Visions of precolonial America in Melendez Kelson’s “Let America be las américas”

While Whitman’s poetry often works to define the United States of America as a nation, Maria Melendez Kelson’s poem “Let America be las américas” advocates for an unraveling of its nationhood and an unwinding of time, back to when the land that is America was a borderless part of a large, diverse continent.  Melendez Kelson prefaces the poem with a dedication of sorts that reads: “with Langston Hughes and Walt Whitman”.  Only, instead of a traditional dedication that begins with “for,” Melendez Kelson uses “with” to indicate that her poem should be read as a continuation of the poetry of Hughes and Whitman, instead of as a separate work that has been merely inspired by them.  To insert one’s poetry besides that of two of America’s most prominent poets is a bold and powerful move, and indicates that Melendez Kelson’s view of America should be considered with as much seriousness as Hughes’ and Whitman’s Americas.

A condor

Whitman dreams of an American that is great because it was the sum of so many diverse parts.  He extensively employs cataloguing in his poetry to name and describe the many different people that make up the fabric of his America: farmers, slaves, mothers, and many more.  As an example, Whitman’s use of cataloguing can be seen in the poem “I Hear America Singing”. Hughes’ vision of America is even more inclusive, as can be seen in his poem “Let America be America Again”.  In this poem, Hughes draws on the idea of America as a land where everybody can be free.  This is a Whitmanesque vision of America: in Hughes’ America, as in Whitman’s, there is a place for every person.  However, as a black man, Hughes did not have full access to this promise of American freedom, a sentiment which is echoed in the refrain of the poem: “America was never America to me.”  In other words, Whitman’s inclusive, democratic America did not actually exist for Hughes.

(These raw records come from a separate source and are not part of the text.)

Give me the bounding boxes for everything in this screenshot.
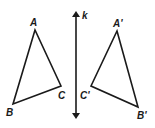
- vertex-label-c-prime: C': [80, 90, 90, 101]
- line-label-k: k: [82, 10, 88, 21]
- vertex-label-a: A: [29, 17, 37, 28]
- diagram-canvas: k A B C A' B' C': [0, 0, 155, 128]
- vertex-label-a-prime: A': [112, 18, 123, 29]
- vertex-label-b-prime: B': [137, 110, 147, 121]
- vertex-label-b: B: [6, 107, 13, 118]
- vertex-label-c: C: [58, 90, 66, 101]
- triangle-abc: [13, 30, 61, 104]
- reflection-diagram: k A B C A' B' C': [0, 0, 155, 128]
- triangle-a-prime-b-prime-c-prime: [91, 31, 138, 107]
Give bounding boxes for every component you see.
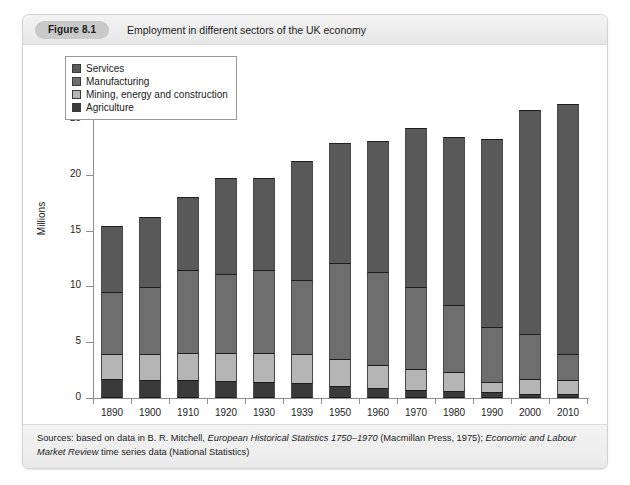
bar-segment[interactable]: [367, 272, 389, 365]
x-axis-tick: [587, 398, 588, 404]
bar-segment[interactable]: [367, 365, 389, 388]
bar-segment[interactable]: [253, 178, 275, 270]
legend-swatch-icon: [72, 103, 81, 112]
bar-stack[interactable]: [215, 178, 237, 398]
bar-stack[interactable]: [291, 161, 313, 398]
bar-segment[interactable]: [291, 280, 313, 355]
x-axis-tick: [397, 398, 398, 404]
x-axis-tick: [435, 398, 436, 404]
bar-segment[interactable]: [101, 226, 123, 292]
bar-segment[interactable]: [253, 353, 275, 382]
bar-segment[interactable]: [291, 354, 313, 383]
y-axis-tick: [86, 175, 93, 176]
x-axis-tick: [549, 398, 550, 404]
bar-segment[interactable]: [215, 178, 237, 274]
bar-segment[interactable]: [329, 263, 351, 359]
bar-stack[interactable]: [329, 143, 351, 398]
legend-item[interactable]: Manufacturing: [72, 75, 228, 88]
bar-segment[interactable]: [177, 380, 199, 398]
bar-stack[interactable]: [101, 226, 123, 398]
bar-segment[interactable]: [329, 359, 351, 386]
bar-segment[interactable]: [367, 388, 389, 398]
x-axis-tick: [93, 398, 94, 404]
bar-segment[interactable]: [253, 382, 275, 398]
bar-stack[interactable]: [177, 197, 199, 398]
x-axis-tick: [473, 398, 474, 404]
legend-swatch-icon: [72, 90, 81, 99]
x-axis-tick: [169, 398, 170, 404]
bar-segment[interactable]: [215, 274, 237, 353]
bar-segment[interactable]: [519, 379, 541, 394]
bar-segment[interactable]: [405, 390, 427, 398]
bar-segment[interactable]: [405, 128, 427, 288]
bar-segment[interactable]: [481, 392, 503, 398]
bar-segment[interactable]: [557, 104, 579, 354]
y-axis-tick: [86, 286, 93, 287]
bar-segment[interactable]: [177, 353, 199, 380]
bar-segment[interactable]: [443, 305, 465, 372]
y-axis-tick-label: 5: [41, 335, 81, 346]
bar-segment[interactable]: [481, 327, 503, 383]
bar-segment[interactable]: [519, 110, 541, 334]
legend-item-label: Manufacturing: [86, 76, 149, 87]
bar-segment[interactable]: [291, 161, 313, 279]
y-axis-tick: [86, 231, 93, 232]
figure-title: Employment in different sectors of the U…: [127, 22, 366, 38]
bar-segment[interactable]: [139, 354, 161, 380]
legend-item[interactable]: Services: [72, 62, 228, 75]
legend-item-label: Agriculture: [86, 102, 134, 113]
bar-segment[interactable]: [215, 353, 237, 381]
bar-segment[interactable]: [139, 287, 161, 354]
bar-segment[interactable]: [481, 139, 503, 327]
legend-swatch-icon: [72, 64, 81, 73]
bar-segment[interactable]: [329, 143, 351, 262]
bar-segment[interactable]: [557, 394, 579, 398]
x-axis-tick: [321, 398, 322, 404]
figure-card: Figure 8.1 Employment in different secto…: [22, 14, 608, 469]
bar-segment[interactable]: [405, 369, 427, 390]
bar-segment[interactable]: [443, 391, 465, 398]
bar-segment[interactable]: [329, 386, 351, 398]
bar-stack[interactable]: [557, 104, 579, 398]
bar-segment[interactable]: [557, 354, 579, 380]
source-middle: (Macmillan Press, 1975);: [378, 433, 486, 443]
bar-segment[interactable]: [519, 394, 541, 398]
legend-item[interactable]: Mining, energy and construction: [72, 88, 228, 101]
source-suffix: time series data (National Statistics): [98, 447, 249, 457]
bar-stack[interactable]: [481, 139, 503, 398]
bar-segment[interactable]: [215, 381, 237, 398]
legend-item[interactable]: Agriculture: [72, 101, 228, 114]
bar-segment[interactable]: [443, 137, 465, 306]
figure-header: Figure 8.1 Employment in different secto…: [23, 15, 607, 45]
bar-segment[interactable]: [519, 334, 541, 379]
bar-segment[interactable]: [253, 270, 275, 354]
bar-segment[interactable]: [405, 287, 427, 369]
bar-stack[interactable]: [405, 128, 427, 398]
bar-segment[interactable]: [481, 382, 503, 392]
bar-segment[interactable]: [291, 383, 313, 398]
bar-segment[interactable]: [139, 217, 161, 287]
x-axis-tick: [207, 398, 208, 404]
bar-segment[interactable]: [101, 354, 123, 379]
bar-stack[interactable]: [443, 137, 465, 398]
bar-segment[interactable]: [443, 372, 465, 391]
bar-segment[interactable]: [177, 197, 199, 270]
bar-segment[interactable]: [139, 380, 161, 398]
chart-plot-area: Millions 051015202530 189019001910192019…: [23, 45, 607, 426]
y-axis-tick: [86, 398, 93, 399]
x-axis-tick: [245, 398, 246, 404]
bar-segment[interactable]: [101, 292, 123, 355]
bar-segment[interactable]: [101, 379, 123, 398]
x-axis-line: [86, 398, 589, 399]
bar-stack[interactable]: [253, 158, 275, 398]
x-axis-tick: [511, 398, 512, 404]
bar-segment[interactable]: [557, 380, 579, 393]
y-axis-tick-label: 0: [41, 391, 81, 402]
bar-segment[interactable]: [367, 141, 389, 272]
bar-stack[interactable]: [367, 141, 389, 398]
bar-stack[interactable]: [519, 110, 541, 398]
figure-number-badge: Figure 8.1: [35, 21, 109, 39]
bar-segment[interactable]: [177, 270, 199, 354]
bar-stack[interactable]: [139, 217, 161, 398]
source-prefix: Sources: based on data in B. R. Mitchell…: [37, 433, 208, 443]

We find a curiously opposite sentiment in Melendez Kelson’s poem near the end, when she states “(america always was plural to me)” (WWMS 488).  Here she implies that the nation of America, as Whitman and Hughes dream of and criticize and attempt to outline, has deeper roots than either of these poets acknowledge.  In fact, it is not the nation but the land itself, and by extension the people who lived on it, that Melendez Kelson wants to dignify.  This distinction between America, the nation, and las américas, the land, can be seen in the lack of capitalization that Melendez Kelson uses to refer to the two concepts.  Melendez Kelson employs plentiful nature imagery and uses consonance to force her reader to consider her version of precolonial America.

A century plant, native to the Americas

She opens the poem with the image of “border-defying condors,” which are a type of vulture. Besides setting the scene of the poem to be in the desert, the image of a vulture begs the comparison to the colonizers who pick and pick at the native population of the Americas until there is nothing left.  She fills the poem with plants and trees that are native to the Americas, like the century plant, the candle tree, and the boojum tree. The inclusion of these plants and animals that are endemic or native to the Americas helps to paint a picture of the unspoiled land. The poem is filled with consonance, which has the effect of slowing the reader down so that they are compelled to consider this picture of the Americas that Melendez Karson paints.  For example, in the second stanza, the speaker says “pour us a tune of cottonwood caliche, / desert varnish and voles…”. The repetition of the hard “c” and “v” sounds draws attention to these phrases and helps them to stick in the reader’s mind. This poem offers a conception of America this is Whitmanian in tradition (as Langston Hughes’ vision of America was), but at the same time, predates Whitman and his tradition by uplifting a pre colonial America.

 

One Response to Visions of precolonial America in Melendez Kelson’s “Let America be las américas”

  1. chacei November 12, 2019 at 5:11 pm #

    The last sentence of your post captures the heart of what makes Whitman’s work controversial, its because Whitman was writing in a post-colonial America, where so many groups of people were being oppressed and that’s just the way it was. And you’re right when you say that Whitman did understand the many different parts of America to be beautiful and what made it so unique. But the poem you reference here seems like it should always be taught alongside Whitman’s America poems because it adds an important element to history. I like what you said about how Melendez Kelson’s ‘Let America be las américas’ “advocates for an unraveling of its nationhood and an unwinding of time, back to when the land that is America was a borderless part of a large, diverse continent.” This phrase and the image of the wild bird flying are really important.